What makes adguard home better than pihole? Genuinely curious, I'm running pihole now and have been for a couple of years without issues.
DreadPotato
You should have anticipated this and directed airflow to the windshield before you start driving.
I have also never experienced spontaneous fogging of the windshield while I'm driving, and I live in Scandinavian weather which is both humid and cold. It's always there when I enter the car. The AC dehumidifies the cabin air while driving so it really shouldn't be fogging the windshield out of the blue while you're driving.
But besides that, steering wheel control or voice control cab enable/disable this in many cars these days.
you would know that if you read the article.
I did read it, the snippet I used is from the last part of the article...
This looks more like they intentionally didn't make the gripper on the right close with proper force, especially on the hard products. For soft products a pneumatic/vacuum based tool is normally used instead. Very few robot applications have to pick a wide variety of product types dynamically in a way that makes switching toolheads impossible/too impractical.
As soon as they figure out how to actually mass produce them at an affordable price, and fix the swelling issues during high charging currents, they'll be available.
They designed and built a battery that uses up to 70 per cent less lithium than some competing designs.
This is probably a way of phrasing that means it's up to 70% less than the absolute most lithium-requiring designs that few/no one uses, and probably only marginally better than most designs actually used. Since they're very vague about it, I will be sceptical and assume it is way less revolutionary than the headline suggests.
If the traction control is the same as in the model 3, slipping due to pressing the accelerator too hard shouldn't be a big issue. I can literally floor the accelerator from standstill in the snow and the car barely slips at all and just accelerates slowly until it has better traction (obviously didn't do that on public roads but on private road). It is has way better traction control than my old car had.
I think shitty tires are a more likely culprit.
I mean, technically you're not supposed to be fiddling with neither radio, AC or other crap on any car, touch or not, when you're driving. All of that should be set before you start driving anywhere. If you follow the law to the letter, the only thing you should operate while driving, is what can be done from the steering wheel controls and voice control.
Of course that's now how most people actually drive their cars...
Maybe in the US, you'd get fucked as a property owner where I live if you tried that.
There are usually loads of unenforceable terms and definitions in the ToS you sign. Just because you sign it doesn't make it true or enforceable, and many won't hold up in court even if you've signed the document. But that requires you to spend the energy and money to fight these fuckers.
Why is it that when a human impersonator mimics a voice, it's just fine. But when a computer does it, it becomes a huge ethical issue?
I'm not saying they're not wrong here, I just find it interesting that using an organic method of recreation (an impersonator) is considered fine, but an electronic method (the "AI" in this case) is considered ethically wrong.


▸ WORK ITEM
Your task is to gather the lines below that hold the string "each".

▸ INPUT DATA
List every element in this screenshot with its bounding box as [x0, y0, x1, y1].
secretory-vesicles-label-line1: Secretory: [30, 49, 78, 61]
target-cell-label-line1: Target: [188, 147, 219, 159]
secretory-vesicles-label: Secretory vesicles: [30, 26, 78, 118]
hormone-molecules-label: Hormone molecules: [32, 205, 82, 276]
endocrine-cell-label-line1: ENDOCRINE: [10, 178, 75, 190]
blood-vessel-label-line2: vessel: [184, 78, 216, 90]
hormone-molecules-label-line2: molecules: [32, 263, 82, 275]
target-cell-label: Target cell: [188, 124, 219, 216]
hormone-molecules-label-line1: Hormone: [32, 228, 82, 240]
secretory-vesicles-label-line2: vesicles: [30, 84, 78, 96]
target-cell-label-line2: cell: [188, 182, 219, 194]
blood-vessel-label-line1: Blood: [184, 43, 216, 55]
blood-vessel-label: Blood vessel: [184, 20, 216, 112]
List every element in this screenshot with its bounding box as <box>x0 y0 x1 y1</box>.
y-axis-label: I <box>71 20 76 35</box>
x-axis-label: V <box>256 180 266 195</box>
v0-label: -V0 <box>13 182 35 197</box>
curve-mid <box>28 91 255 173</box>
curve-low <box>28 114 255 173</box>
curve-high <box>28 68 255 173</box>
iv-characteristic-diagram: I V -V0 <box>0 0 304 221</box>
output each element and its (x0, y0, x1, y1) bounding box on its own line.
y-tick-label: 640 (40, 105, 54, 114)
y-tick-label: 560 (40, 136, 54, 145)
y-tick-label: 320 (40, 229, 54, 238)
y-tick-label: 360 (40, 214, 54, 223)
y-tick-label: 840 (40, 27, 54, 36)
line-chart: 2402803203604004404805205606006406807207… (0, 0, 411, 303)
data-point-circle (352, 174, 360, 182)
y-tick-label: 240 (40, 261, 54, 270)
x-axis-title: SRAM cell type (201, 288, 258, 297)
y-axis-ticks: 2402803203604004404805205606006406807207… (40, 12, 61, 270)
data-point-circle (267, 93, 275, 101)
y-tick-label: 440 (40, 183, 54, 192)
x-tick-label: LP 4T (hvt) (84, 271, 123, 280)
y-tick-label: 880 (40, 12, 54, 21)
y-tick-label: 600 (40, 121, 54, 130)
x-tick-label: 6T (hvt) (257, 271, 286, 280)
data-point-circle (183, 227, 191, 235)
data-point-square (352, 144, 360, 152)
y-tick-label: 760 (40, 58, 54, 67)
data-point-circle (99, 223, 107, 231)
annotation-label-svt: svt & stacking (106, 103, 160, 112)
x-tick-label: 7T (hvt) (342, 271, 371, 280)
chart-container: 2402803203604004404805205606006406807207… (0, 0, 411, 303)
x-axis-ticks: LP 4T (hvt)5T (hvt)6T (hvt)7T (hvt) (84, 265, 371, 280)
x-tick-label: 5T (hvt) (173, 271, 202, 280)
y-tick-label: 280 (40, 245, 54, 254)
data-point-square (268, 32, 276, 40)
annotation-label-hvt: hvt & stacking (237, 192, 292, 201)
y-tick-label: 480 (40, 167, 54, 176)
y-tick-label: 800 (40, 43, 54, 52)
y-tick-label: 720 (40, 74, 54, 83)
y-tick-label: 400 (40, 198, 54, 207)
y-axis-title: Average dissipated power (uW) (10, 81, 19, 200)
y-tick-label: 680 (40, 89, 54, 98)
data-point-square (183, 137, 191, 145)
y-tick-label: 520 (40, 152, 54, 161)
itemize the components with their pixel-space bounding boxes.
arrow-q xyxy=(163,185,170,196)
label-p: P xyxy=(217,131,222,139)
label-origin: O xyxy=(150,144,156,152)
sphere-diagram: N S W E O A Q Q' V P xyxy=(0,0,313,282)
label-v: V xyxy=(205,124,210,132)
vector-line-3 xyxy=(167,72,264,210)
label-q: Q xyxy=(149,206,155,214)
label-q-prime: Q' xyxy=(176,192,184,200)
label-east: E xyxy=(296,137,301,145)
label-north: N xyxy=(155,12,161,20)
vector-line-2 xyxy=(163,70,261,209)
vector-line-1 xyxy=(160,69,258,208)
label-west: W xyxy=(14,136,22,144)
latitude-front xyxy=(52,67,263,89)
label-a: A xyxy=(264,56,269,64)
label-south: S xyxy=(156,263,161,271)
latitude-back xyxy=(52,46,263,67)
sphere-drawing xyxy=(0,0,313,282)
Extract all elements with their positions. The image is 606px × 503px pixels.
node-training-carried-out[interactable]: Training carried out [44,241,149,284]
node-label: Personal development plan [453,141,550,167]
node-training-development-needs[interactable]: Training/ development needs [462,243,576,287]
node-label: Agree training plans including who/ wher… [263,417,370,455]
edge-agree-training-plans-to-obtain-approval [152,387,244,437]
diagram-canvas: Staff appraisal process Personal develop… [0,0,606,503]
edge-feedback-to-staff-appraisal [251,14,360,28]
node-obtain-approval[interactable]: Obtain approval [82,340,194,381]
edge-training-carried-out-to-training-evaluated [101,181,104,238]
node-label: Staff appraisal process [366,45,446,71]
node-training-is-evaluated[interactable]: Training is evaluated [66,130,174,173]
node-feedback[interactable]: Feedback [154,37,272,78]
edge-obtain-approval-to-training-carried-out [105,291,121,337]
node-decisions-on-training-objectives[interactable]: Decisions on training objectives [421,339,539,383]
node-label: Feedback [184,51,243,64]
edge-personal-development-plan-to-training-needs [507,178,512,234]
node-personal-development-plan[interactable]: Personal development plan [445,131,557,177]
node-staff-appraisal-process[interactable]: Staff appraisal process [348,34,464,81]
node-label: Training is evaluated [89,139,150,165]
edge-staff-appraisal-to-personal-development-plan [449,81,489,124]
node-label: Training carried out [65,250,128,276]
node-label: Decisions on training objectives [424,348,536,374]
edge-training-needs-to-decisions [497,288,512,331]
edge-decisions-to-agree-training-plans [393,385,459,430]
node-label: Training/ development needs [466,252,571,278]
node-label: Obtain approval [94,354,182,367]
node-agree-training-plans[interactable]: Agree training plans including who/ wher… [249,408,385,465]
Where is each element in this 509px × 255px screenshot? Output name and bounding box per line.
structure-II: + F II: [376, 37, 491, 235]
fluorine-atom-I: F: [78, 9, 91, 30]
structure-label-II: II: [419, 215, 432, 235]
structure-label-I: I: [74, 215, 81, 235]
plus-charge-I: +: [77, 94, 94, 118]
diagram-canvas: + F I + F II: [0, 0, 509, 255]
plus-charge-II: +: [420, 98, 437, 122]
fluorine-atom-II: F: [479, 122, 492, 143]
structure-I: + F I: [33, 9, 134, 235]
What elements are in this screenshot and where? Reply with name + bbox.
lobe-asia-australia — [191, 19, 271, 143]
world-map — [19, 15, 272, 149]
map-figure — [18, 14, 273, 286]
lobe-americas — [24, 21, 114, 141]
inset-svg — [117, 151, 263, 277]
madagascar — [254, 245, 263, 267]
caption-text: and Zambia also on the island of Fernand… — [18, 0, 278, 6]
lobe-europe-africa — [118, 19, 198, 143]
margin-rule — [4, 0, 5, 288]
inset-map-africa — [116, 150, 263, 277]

▸ YOUR RESPONSE
output each element and its (x0, y0, x1, y1) bounding box on its own line.
Where is each element in this 509px × 255px screenshot? Output name and bounding box per line.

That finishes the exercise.